2015; He and Parida 2016; Martiniet al.2017). When deal-ing with MAGIC populations, some researchers defined the numeric codes of genotypes using the identical-by-descent (IBD) approach (Wei and Xu 2016) rather than the iden-tical-by-state (IBS) approach, as in our study. The IBD ap-proach is primarily applied for main effects, because considering epistasis in an eight-parent MAGIC model re-quires 838 = 64 possible interaction effects just for a pair of loci. In contrast, using the IBS approach and our assump-tions, it is much easier to handle the interactions because only one interaction effect is then needed for a pair of loci. We modeled the interactions between markers as the product of the genotype values and the traditional SNP coding (21 and 1) that we used might not be able to detect all the epistatic interactions. The SIS approach seeks interactions marginally and therefore one may ask if some interactions are missed, because they do not show sufficiently large signals in SIS analysis.

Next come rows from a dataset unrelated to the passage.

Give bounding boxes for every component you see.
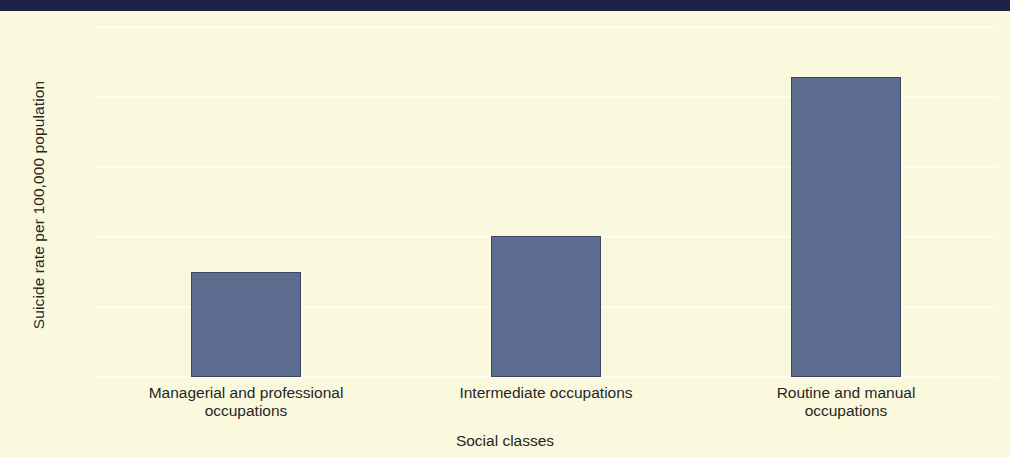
x-category-label: Intermediate occupations [396,384,696,402]
x-category-label: Managerial and professionaloccupations [96,384,396,420]
x-axis-title: Social classes [0,432,1010,450]
bar [191,272,301,377]
bar [491,236,601,377]
bar [791,77,901,377]
x-category-label-line: occupations [96,402,396,420]
x-category-label-line: Routine and manual [696,384,996,402]
y-axis-title: Suicide rate per 100,000 population [30,45,48,365]
x-category-label-line: Intermediate occupations [396,384,696,402]
x-category-label: Routine and manualoccupations [696,384,996,420]
page-top-band [0,0,1010,11]
chart-figure: Suicide rate per 100,000 population 0510… [0,0,1010,457]
x-category-label-line: Managerial and professional [96,384,396,402]
x-category-label-line: occupations [696,402,996,420]
gridline-y-25 [96,26,996,28]
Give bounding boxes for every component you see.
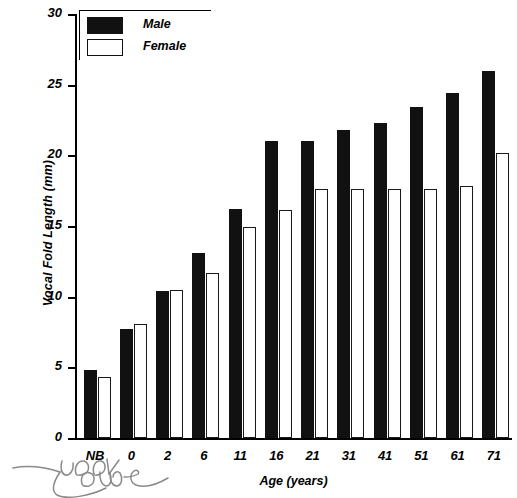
bar-female — [460, 186, 473, 438]
bar-male — [374, 123, 387, 438]
bar-chart-figure: Vocal Fold Length (mm) 051015202530 NB02… — [0, 0, 517, 498]
bar-male — [229, 209, 242, 438]
y-axis-tick: 15 — [68, 226, 76, 228]
bar-female — [496, 153, 509, 438]
x-axis-tick-label: 21 — [305, 448, 319, 463]
bar-male — [156, 291, 169, 438]
bar-female — [315, 189, 328, 438]
bar-group — [446, 14, 473, 438]
legend-swatch-male-icon — [87, 17, 123, 34]
x-axis-tick-label: 41 — [378, 448, 392, 463]
bar-male — [446, 93, 459, 438]
x-axis-tick-label: 11 — [233, 448, 247, 463]
bar-male — [84, 370, 97, 438]
bar-group — [192, 14, 219, 438]
bar-group — [482, 14, 509, 438]
legend-label-female: Female — [143, 39, 186, 53]
bar-group — [229, 14, 256, 438]
y-axis-tick: 20 — [68, 155, 76, 157]
bar-male — [265, 141, 278, 438]
legend-swatch-female-icon — [87, 39, 123, 56]
bar-group — [156, 14, 183, 438]
bar-female — [134, 324, 147, 438]
bars-container — [77, 14, 512, 438]
y-axis-tick-label: 15 — [48, 217, 62, 232]
y-axis-tick-label: 0 — [55, 429, 62, 444]
y-axis-tick: 5 — [68, 367, 76, 369]
x-axis-tick-label: 61 — [450, 448, 464, 463]
x-axis-title: Age (years) — [75, 474, 512, 488]
bar-group — [265, 14, 292, 438]
bar-male — [192, 253, 205, 438]
y-axis-tick-label: 25 — [48, 76, 62, 91]
bar-group — [301, 14, 328, 438]
x-axis-tick-label: 71 — [487, 448, 501, 463]
y-axis-tick: 30 — [68, 14, 76, 16]
bar-male — [482, 71, 495, 438]
y-axis-tick-label: 5 — [55, 358, 62, 373]
y-axis-tick: 10 — [68, 297, 76, 299]
bar-group — [337, 14, 364, 438]
bar-female — [170, 290, 183, 438]
x-axis-tick-label: 6 — [200, 448, 207, 463]
bar-group — [410, 14, 437, 438]
y-axis-tick-label: 20 — [48, 146, 62, 161]
bar-female — [279, 210, 292, 438]
bar-male — [120, 329, 133, 438]
y-axis-tick: 0 — [68, 438, 76, 440]
y-axis-tick: 25 — [68, 85, 76, 87]
bar-male — [337, 130, 350, 438]
bar-male — [410, 107, 423, 438]
x-axis-tick-label: 51 — [414, 448, 428, 463]
bar-group — [84, 14, 111, 438]
x-axis-tick-label: NB — [86, 448, 105, 463]
bar-female — [98, 377, 111, 438]
y-axis-tick-label: 30 — [48, 5, 62, 20]
bar-group — [374, 14, 401, 438]
x-axis-tick-label: 2 — [164, 448, 171, 463]
chart-legend: Male Female — [79, 10, 211, 60]
bar-male — [301, 141, 314, 438]
handwritten-annotation — [10, 448, 200, 498]
handwritten-look-over-icon — [10, 448, 200, 498]
plot-area: 051015202530 NB0261116213141516171 — [75, 14, 512, 438]
bar-female — [351, 189, 364, 438]
bar-female — [206, 273, 219, 438]
y-axis-tick-label: 10 — [48, 288, 62, 303]
x-axis-tick-label: 31 — [342, 448, 356, 463]
legend-label-male: Male — [143, 17, 171, 31]
x-axis-line — [75, 438, 512, 440]
bar-female — [243, 227, 256, 438]
x-axis-tick-label: 16 — [269, 448, 283, 463]
bar-female — [388, 189, 401, 438]
bar-female — [424, 189, 437, 438]
bar-group — [120, 14, 147, 438]
x-axis-tick-label: 0 — [128, 448, 135, 463]
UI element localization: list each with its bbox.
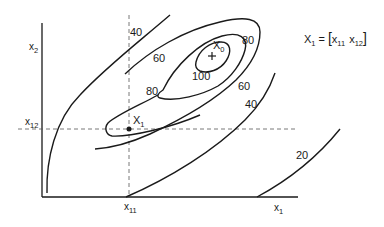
point-x1-marker xyxy=(127,127,132,132)
contour-label-80-left: 80 xyxy=(146,85,158,97)
y-axis-label: x2 xyxy=(29,41,38,55)
formula: X1=[x11x12] xyxy=(304,30,367,48)
contour-40-upper xyxy=(47,15,170,193)
point-x0-marker xyxy=(208,52,216,60)
contour-label-20: 20 xyxy=(296,149,308,161)
contour-label-60-right: 60 xyxy=(238,80,250,92)
contour-label-100: 100 xyxy=(192,70,210,82)
contour-label-40-left: 40 xyxy=(130,26,142,38)
contour-20 xyxy=(257,129,340,197)
contour-label-60-left: 60 xyxy=(153,52,165,64)
x12-tick-label: x12 xyxy=(25,116,38,130)
x11-tick-label: x11 xyxy=(124,201,137,215)
contour-80 xyxy=(158,34,246,99)
x-axis-label: x1 xyxy=(274,202,283,216)
point-x1-label: X1 xyxy=(133,114,145,129)
contour-label-40-right: 40 xyxy=(245,98,257,110)
point-x0-label: X0 xyxy=(213,39,225,54)
contour-label-80-top: 80 xyxy=(242,34,254,46)
contour-diagram: X1 X0 40 60 80 80 100 60 40 20 x2 x1 x12… xyxy=(0,0,384,227)
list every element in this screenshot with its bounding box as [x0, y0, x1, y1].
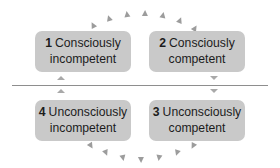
stage-2-line2: competent — [169, 52, 226, 66]
triangle-down-icon-right-above — [210, 76, 218, 80]
four-stages-of-competence-diagram: 1Consciouslyincompetent 2Consciouslycomp… — [0, 0, 280, 168]
arrow-marker-icon — [176, 16, 184, 24]
arrow-marker-icon — [189, 142, 197, 150]
stage-3-number: 3 — [153, 105, 160, 119]
stage-4-number: 4 — [39, 105, 46, 119]
arrow-marker-icon — [124, 11, 131, 18]
stage-1-line2: incompetent — [50, 52, 116, 66]
arrow-marker-icon — [138, 157, 144, 163]
conscious-unconscious-divider — [12, 85, 268, 86]
triangle-down-icon-right-below — [210, 89, 218, 93]
stage-2-number: 2 — [159, 36, 166, 50]
stage-1-text: 1Consciouslyincompetent — [45, 35, 121, 68]
triangle-up-icon-left-above — [57, 76, 65, 80]
arrow-marker-icon — [173, 149, 181, 157]
stage-1-line1: Consciously — [55, 36, 121, 50]
stage-box-3[interactable]: 3Unconsciouslycompetent — [149, 100, 245, 141]
stage-1-number: 1 — [45, 36, 52, 50]
arrow-marker-icon — [156, 155, 163, 162]
stage-box-2[interactable]: 2Consciouslycompetent — [149, 31, 245, 72]
stage-2-text: 2Consciouslycompetent — [159, 35, 235, 68]
arrow-marker-icon — [87, 142, 95, 150]
arrow-marker-icon — [119, 154, 126, 161]
arrow-marker-icon — [159, 11, 166, 18]
stage-4-line2: incompetent — [50, 121, 116, 135]
arrow-marker-icon — [102, 149, 110, 157]
arrow-marker-icon — [105, 14, 113, 22]
stage-box-4[interactable]: 4Unconsciouslyincompetent — [35, 100, 131, 141]
stage-2-line1: Consciously — [169, 36, 235, 50]
stage-box-1[interactable]: 1Consciouslyincompetent — [35, 31, 131, 72]
triangle-up-icon-left-below — [57, 89, 65, 93]
stage-3-line2: competent — [169, 121, 226, 135]
arrow-marker-icon — [142, 10, 148, 16]
stage-3-text: 3Unconsciouslycompetent — [153, 104, 241, 137]
stage-4-text: 4Unconsciouslyincompetent — [39, 104, 127, 137]
arrow-marker-icon — [89, 21, 97, 29]
stage-4-line1: Unconsciously — [49, 105, 128, 119]
stage-3-line1: Unconsciously — [163, 105, 242, 119]
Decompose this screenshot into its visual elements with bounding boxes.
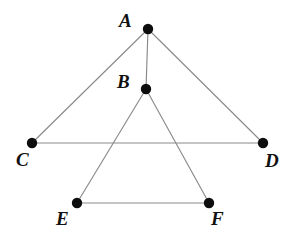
vertex-label-a: A — [118, 10, 132, 31]
segment-AD — [148, 29, 263, 143]
vertex-dot-e — [72, 198, 82, 208]
vertex-dot-b — [141, 84, 151, 94]
vertex-dot-f — [204, 198, 214, 208]
vertex-dot-a — [143, 24, 153, 34]
geometry-figure: ABCDEF — [0, 0, 302, 235]
vertex-label-f: F — [210, 208, 224, 229]
vertex-dot-d — [258, 138, 268, 148]
segment-AC — [32, 29, 148, 143]
vertex-label-e: E — [55, 208, 69, 229]
vertex-label-b: B — [116, 71, 130, 92]
segments-group — [32, 29, 263, 203]
segment-AB — [146, 29, 148, 89]
vertex-label-d: D — [264, 150, 279, 171]
vertex-dot-c — [27, 138, 37, 148]
segment-BF — [146, 89, 209, 203]
vertex-label-c: C — [16, 149, 29, 170]
geometry-canvas: ABCDEF — [0, 0, 302, 235]
segment-BE — [77, 89, 146, 203]
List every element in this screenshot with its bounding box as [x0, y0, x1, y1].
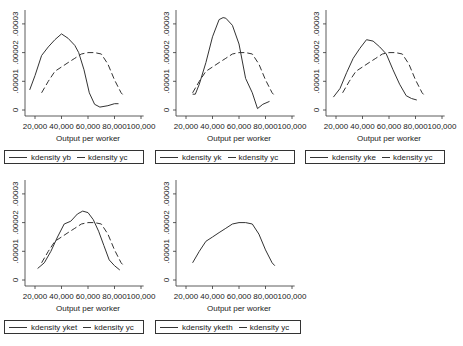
chart-svg: 0.00001.00002.0000320,00040,00060,00080,…	[0, 170, 154, 310]
x-tick-label: 80,000	[253, 292, 278, 301]
legend-item-solid: kdensity yb	[9, 153, 71, 162]
x-axis-title: Output per worker	[207, 304, 271, 313]
legend-item-dashed: kdensity yc	[233, 323, 290, 332]
legend-label-dashed: kdensity yc	[239, 153, 279, 162]
chart-panel-yketh: 0.00001.00002.0000320,00040,00060,00080,…	[151, 170, 305, 340]
dashed-line-swatch-icon	[83, 327, 91, 328]
legend-label-solid: kdensity yketh	[182, 323, 233, 332]
solid-density-line	[30, 34, 119, 107]
solid-density-line	[193, 18, 270, 109]
legend-item-dashed: kdensity yc	[77, 323, 134, 332]
dashed-line-swatch-icon	[228, 157, 236, 158]
y-tick-label: .00002	[11, 210, 20, 235]
solid-line-swatch-icon	[160, 327, 178, 328]
x-axis-title: Output per worker	[56, 134, 120, 143]
legend: kdensity ykkdensity yc	[155, 150, 295, 164]
solid-line-swatch-icon	[310, 157, 328, 158]
legend-item-solid: kdensity yketh	[160, 323, 233, 332]
x-axis-title: Output per worker	[207, 134, 271, 143]
x-tick-label: 40,000	[350, 122, 375, 131]
y-tick-label: .00001	[11, 239, 20, 264]
x-axis-title: Output per worker	[56, 304, 120, 313]
dashed-density-line	[343, 53, 425, 96]
chart-svg: 0.00001.00002.0000320,00040,00060,00080,…	[151, 170, 305, 310]
x-tick-label: 80,000	[253, 122, 278, 131]
y-tick-label: .00002	[162, 210, 171, 235]
legend-item-solid: kdensity yke	[310, 153, 376, 162]
y-tick-label: .00003	[162, 11, 171, 36]
legend-label-dashed: kdensity yc	[88, 153, 128, 162]
x-tick-label: 80,000	[403, 122, 428, 131]
y-tick-label: .00002	[11, 40, 20, 65]
x-tick-label: 60,000	[227, 292, 252, 301]
legend-item-solid: kdensity yket	[9, 323, 77, 332]
y-tick-label: .00003	[312, 11, 321, 36]
x-tick-label: 100,000	[278, 292, 307, 301]
legend-label-solid: kdensity yk	[182, 153, 222, 162]
x-tick-label: 60,000	[76, 292, 101, 301]
legend: kdensity yketkdensity yc	[4, 320, 144, 334]
x-tick-label: 20,000	[174, 292, 199, 301]
legend-label-dashed: kdensity yc	[393, 153, 433, 162]
x-tick-label: 40,000	[49, 292, 74, 301]
legend: kdensity ykethkdensity yc	[155, 320, 301, 334]
y-tick-label: .00001	[11, 69, 20, 94]
x-tick-label: 20,000	[23, 122, 48, 131]
dashed-density-line	[42, 53, 124, 96]
chart-svg: 0.00001.00002.0000320,00040,00060,00080,…	[151, 0, 305, 140]
y-tick-label: .00003	[11, 181, 20, 206]
legend-item-dashed: kdensity yc	[222, 153, 279, 162]
solid-density-line	[333, 40, 416, 100]
solid-line-swatch-icon	[160, 157, 178, 158]
chart-panel-yket: 0.00001.00002.0000320,00040,00060,00080,…	[0, 170, 154, 340]
x-tick-label: 100,000	[428, 122, 457, 131]
y-tick-label: .00002	[162, 40, 171, 65]
chart-panel-yb: 0.00001.00002.0000320,00040,00060,00080,…	[0, 0, 154, 170]
y-tick-label: .00001	[162, 69, 171, 94]
chart-panel-yke: 0.00001.00002.0000320,00040,00060,00080,…	[301, 0, 455, 170]
legend-label-dashed: kdensity yc	[250, 323, 290, 332]
y-tick-label: 0	[162, 277, 171, 282]
x-tick-label: 40,000	[200, 292, 225, 301]
dashed-line-swatch-icon	[77, 157, 85, 158]
legend: kdensity ykekdensity yc	[305, 150, 445, 164]
dashed-line-swatch-icon	[239, 327, 247, 328]
dashed-line-swatch-icon	[382, 157, 390, 158]
y-tick-label: .00002	[312, 40, 321, 65]
x-tick-label: 60,000	[76, 122, 101, 131]
legend-item-dashed: kdensity yc	[71, 153, 128, 162]
x-tick-label: 60,000	[227, 122, 252, 131]
legend-label-solid: kdensity yb	[31, 153, 71, 162]
chart-panel-yk: 0.00001.00002.0000320,00040,00060,00080,…	[151, 0, 305, 170]
y-tick-label: 0	[312, 107, 321, 112]
x-tick-label: 20,000	[23, 292, 48, 301]
y-tick-label: 0	[11, 107, 20, 112]
legend: kdensity ybkdensity yc	[4, 150, 144, 164]
x-axis-title: Output per worker	[357, 134, 421, 143]
solid-line-swatch-icon	[9, 157, 27, 158]
dashed-density-line	[193, 53, 275, 96]
legend-item-solid: kdensity yk	[160, 153, 222, 162]
legend-label-solid: kdensity yket	[31, 323, 77, 332]
solid-density-line	[193, 223, 275, 266]
chart-svg: 0.00001.00002.0000320,00040,00060,00080,…	[0, 0, 154, 140]
y-tick-label: .00003	[162, 181, 171, 206]
solid-line-swatch-icon	[9, 327, 27, 328]
x-tick-label: 20,000	[174, 122, 199, 131]
x-tick-label: 60,000	[377, 122, 402, 131]
y-tick-label: 0	[162, 107, 171, 112]
y-tick-label: .00003	[11, 11, 20, 36]
y-tick-label: 0	[11, 277, 20, 282]
chart-svg: 0.00001.00002.0000320,00040,00060,00080,…	[301, 0, 455, 140]
legend-item-dashed: kdensity yc	[376, 153, 433, 162]
y-tick-label: .00001	[162, 239, 171, 264]
x-tick-label: 80,000	[102, 292, 127, 301]
x-tick-label: 20,000	[324, 122, 349, 131]
legend-label-solid: kdensity yke	[332, 153, 376, 162]
x-tick-label: 40,000	[49, 122, 74, 131]
legend-label-dashed: kdensity yc	[94, 323, 134, 332]
solid-density-line	[38, 211, 120, 270]
y-tick-label: .00001	[312, 69, 321, 94]
x-tick-label: 40,000	[200, 122, 225, 131]
x-tick-label: 80,000	[102, 122, 127, 131]
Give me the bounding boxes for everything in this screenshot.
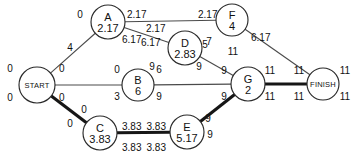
annotation-d-ls: 6.17 xyxy=(141,37,161,48)
annotation-f-lf: 11 xyxy=(228,46,239,57)
node-duration-c: 3.83 xyxy=(89,133,110,145)
node-a[interactable]: A2.17 xyxy=(91,5,125,39)
edge-b-to-g xyxy=(154,84,231,85)
annotation-start-a-edge: 4 xyxy=(67,42,73,53)
annotation-g-lf: 11 xyxy=(265,91,276,102)
annotation-g-ls: 9 xyxy=(221,91,227,102)
annotation-start-es: 0 xyxy=(7,63,13,74)
edge-c-to-e xyxy=(117,132,170,133)
node-start[interactable]: START xyxy=(19,67,55,103)
annotation-a-ef: 2.17 xyxy=(127,9,147,20)
node-f[interactable]: F4 xyxy=(216,4,248,36)
annotation-start-ef: 0 xyxy=(59,63,65,74)
annotation-e-lf: 9 xyxy=(207,129,213,140)
annotation-finish-ef: 11 xyxy=(340,65,351,76)
annotation-finish-lf: 11 xyxy=(340,91,351,102)
annotation-e-ls: 3.83 xyxy=(147,142,167,153)
node-duration-a: 2.17 xyxy=(97,22,118,34)
edge-a-to-f xyxy=(125,20,216,21)
annotation-c-es: 0 xyxy=(81,104,87,115)
annotation-g-ef: 11 xyxy=(265,65,276,76)
edge-d-to-g xyxy=(200,56,233,75)
annotation-b-es: 0 xyxy=(114,64,120,75)
annotation-c-ls: 0 xyxy=(67,118,73,129)
node-duration-g: 2 xyxy=(245,84,251,96)
edge-start-to-a xyxy=(50,33,95,73)
node-duration-f: 4 xyxy=(229,20,235,32)
annotation-c-lf: 3.83 xyxy=(122,142,142,153)
annotation-f-ef: 6.17 xyxy=(251,32,271,43)
network-diagram-canvas: STARTA2.17F4D2.83B6G2C3.83E5.17FINISH 00… xyxy=(0,0,355,168)
node-label-start: START xyxy=(25,81,50,90)
node-b[interactable]: B6 xyxy=(122,69,154,101)
annotation-b-lf: 9 xyxy=(156,91,162,102)
annotation-a-lf: 6.17 xyxy=(122,34,142,45)
annotation-finish-ls: 11 xyxy=(294,91,305,102)
annotation-g-es: 9 xyxy=(221,65,227,76)
annotation-e-ef: 9 xyxy=(205,113,211,124)
annotation-finish-es: 11 xyxy=(294,65,305,76)
annotation-b-ls: 3 xyxy=(114,91,120,102)
annotation-e-es: 3.83 xyxy=(147,121,167,132)
node-finish[interactable]: FINISH xyxy=(307,68,339,100)
annotation-d-es: 2.17 xyxy=(146,23,166,34)
node-e[interactable]: E5.17 xyxy=(170,115,204,149)
annotation-start-ls: 0 xyxy=(7,92,13,103)
node-d[interactable]: D2.83 xyxy=(168,31,202,65)
node-duration-e: 5.17 xyxy=(176,132,197,144)
annotation-d-ef: 5 xyxy=(202,39,208,50)
annotation-f-es: 2.17 xyxy=(198,9,218,20)
annotation-a-es: 0 xyxy=(77,9,83,20)
annotation-eg-9: 9 xyxy=(149,61,155,72)
network-diagram-svg: STARTA2.17F4D2.83B6G2C3.83E5.17FINISH 00… xyxy=(0,0,355,168)
node-duration-d: 2.83 xyxy=(174,48,195,60)
annotation-c-ef: 3.83 xyxy=(122,121,142,132)
node-g[interactable]: G2 xyxy=(231,67,265,101)
annotation-b-ef: 6 xyxy=(156,64,162,75)
annotation-start-lf: 0 xyxy=(59,92,65,103)
annotation-d-lf: 9 xyxy=(196,61,202,72)
node-c[interactable]: C3.83 xyxy=(83,116,117,150)
node-duration-b: 6 xyxy=(135,85,141,97)
node-label-finish: FINISH xyxy=(310,80,336,89)
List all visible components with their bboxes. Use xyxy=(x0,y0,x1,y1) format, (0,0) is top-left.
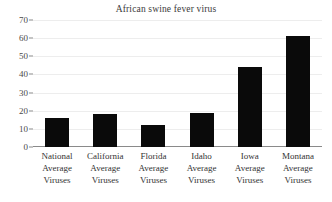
x-tick-label: NationalAverageViruses xyxy=(33,150,81,187)
x-tick-label-line: Viruses xyxy=(33,174,81,186)
x-tick-label-line: Average xyxy=(274,162,322,174)
bar[interactable] xyxy=(93,114,117,147)
x-tick-label: IowaAverageViruses xyxy=(226,150,274,187)
x-tick-label-line: Montana xyxy=(274,150,322,162)
bar[interactable] xyxy=(141,125,165,147)
x-tick-label-line: Florida xyxy=(129,150,177,162)
x-tick-label-line: Viruses xyxy=(178,174,226,186)
x-tick-label-line: Average xyxy=(226,162,274,174)
bar[interactable] xyxy=(238,67,262,147)
x-tick-label: CaliforniaAverageViruses xyxy=(81,150,129,187)
x-tick-label: IdahoAverageViruses xyxy=(178,150,226,187)
bar[interactable] xyxy=(286,36,310,147)
chart-title: African swine fever virus xyxy=(0,4,332,14)
bar[interactable] xyxy=(45,118,69,147)
x-tick-label-line: Viruses xyxy=(81,174,129,186)
y-tick-label: 20 xyxy=(19,106,28,115)
plot-area xyxy=(33,20,322,147)
bar-slot xyxy=(81,20,129,147)
bar-slot xyxy=(274,20,322,147)
x-tick-label-line: Iowa xyxy=(226,150,274,162)
y-axis: 010203040506070 xyxy=(0,20,33,147)
x-tick-label-line: California xyxy=(81,150,129,162)
x-tick-label-line: Average xyxy=(33,162,81,174)
y-tick-label: 60 xyxy=(19,34,28,43)
x-tick-label: FloridaAverageViruses xyxy=(129,150,177,187)
x-tick-label-line: Idaho xyxy=(178,150,226,162)
bar-slot xyxy=(33,20,81,147)
y-tick-label: 0 xyxy=(24,143,29,152)
bar[interactable] xyxy=(190,113,214,147)
x-tick-label-line: Viruses xyxy=(226,174,274,186)
x-tick-label-line: Viruses xyxy=(274,174,322,186)
x-tick-label-line: Average xyxy=(81,162,129,174)
y-tick-label: 30 xyxy=(19,88,28,97)
x-axis-labels: NationalAverageVirusesCaliforniaAverageV… xyxy=(33,150,322,200)
y-tick-label: 70 xyxy=(19,16,28,25)
x-tick-label-line: Viruses xyxy=(129,174,177,186)
x-tick-label-line: National xyxy=(33,150,81,162)
y-tick-label: 40 xyxy=(19,70,28,79)
x-tick-label-line: Average xyxy=(129,162,177,174)
x-tick-label-line: Average xyxy=(178,162,226,174)
y-tick-label: 50 xyxy=(19,52,28,61)
x-tick-label: MontanaAverageViruses xyxy=(274,150,322,187)
y-tick-label: 10 xyxy=(19,124,28,133)
bar-slot xyxy=(178,20,226,147)
bar-slot xyxy=(226,20,274,147)
bar-slot xyxy=(129,20,177,147)
bar-chart-figure: African swine fever virus 01020304050607… xyxy=(0,0,332,202)
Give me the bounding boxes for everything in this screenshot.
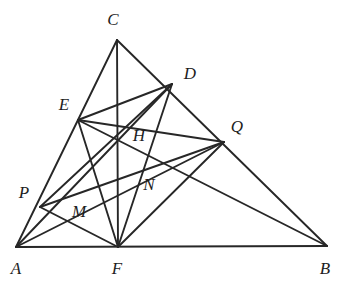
segment-PQ: [40, 142, 224, 207]
segments-group: [16, 40, 327, 247]
vertex-label-b: B: [320, 260, 330, 277]
geometry-canvas: [0, 0, 340, 284]
geometry-figure: ABCDEFHMNPQ: [0, 0, 340, 284]
side-AB: [16, 246, 327, 247]
vertex-label-f: F: [112, 260, 122, 277]
cevian-CF: [117, 40, 118, 247]
segment-AD: [16, 84, 172, 247]
segment-AQ: [16, 142, 224, 247]
vertex-label-d: D: [184, 65, 196, 82]
vertex-label-n: N: [143, 176, 154, 193]
vertex-label-c: C: [107, 11, 118, 28]
vertex-label-q: Q: [231, 118, 243, 135]
vertex-label-m: M: [72, 203, 86, 220]
vertex-label-h: H: [133, 127, 145, 144]
vertex-label-e: E: [59, 96, 69, 113]
side-AC: [16, 40, 117, 247]
cevian-FQ: [118, 142, 224, 247]
vertex-label-p: P: [19, 184, 29, 201]
vertex-label-a: A: [11, 260, 21, 277]
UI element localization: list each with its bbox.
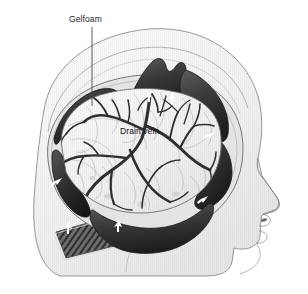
- label-drain-vein: Drain vein: [120, 126, 159, 136]
- craniotomy-illustration: [0, 0, 308, 294]
- medical-illustration-figure: Gelfoam Drain vein: [0, 0, 308, 294]
- label-gelfoam: Gelfoam: [69, 14, 102, 24]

It is true that we may miss interaction signals whose marginal associations are not large enough, but on the other hand, applying SIS for residuals (which loosely do something similar to joint modeling) should partly alleviate this. Also, doing whole analysis multiple times, by varying the number of selected SIS candidates in each analysis, may give some information about sensitivity of the results. However, our results suggest that the dimensionality reduction based on SIS to the residuals is able to detect some of the strong sig-nificant higher-order interactions in the real data set. In con-clusion, we have illustrated that SIS dimensionality detection can be efficiently combined with Bayesian shrinkage-based variable selection and be successfully applied in real MAGIC populations for three-way epistasis searches, which is other-wise computationally challenging if one goes through all pos-sible combinations by enumeration.
Acknowledgments
The authors thank the editor, two anonymous reviewers, and Fiona Paul Ukken for their suggestions and comments, which helped us to improve our manuscript. The phenotyp-ing work was supported by the German Federal Ministry of Education and Research and was conducted in the network CROP.SENSe.net (Förder-Nr. 0315529). The genotyping work was funded by Europäische Fonds für Regionale Entwicklung (Förderkennzeichen: z1011bc001).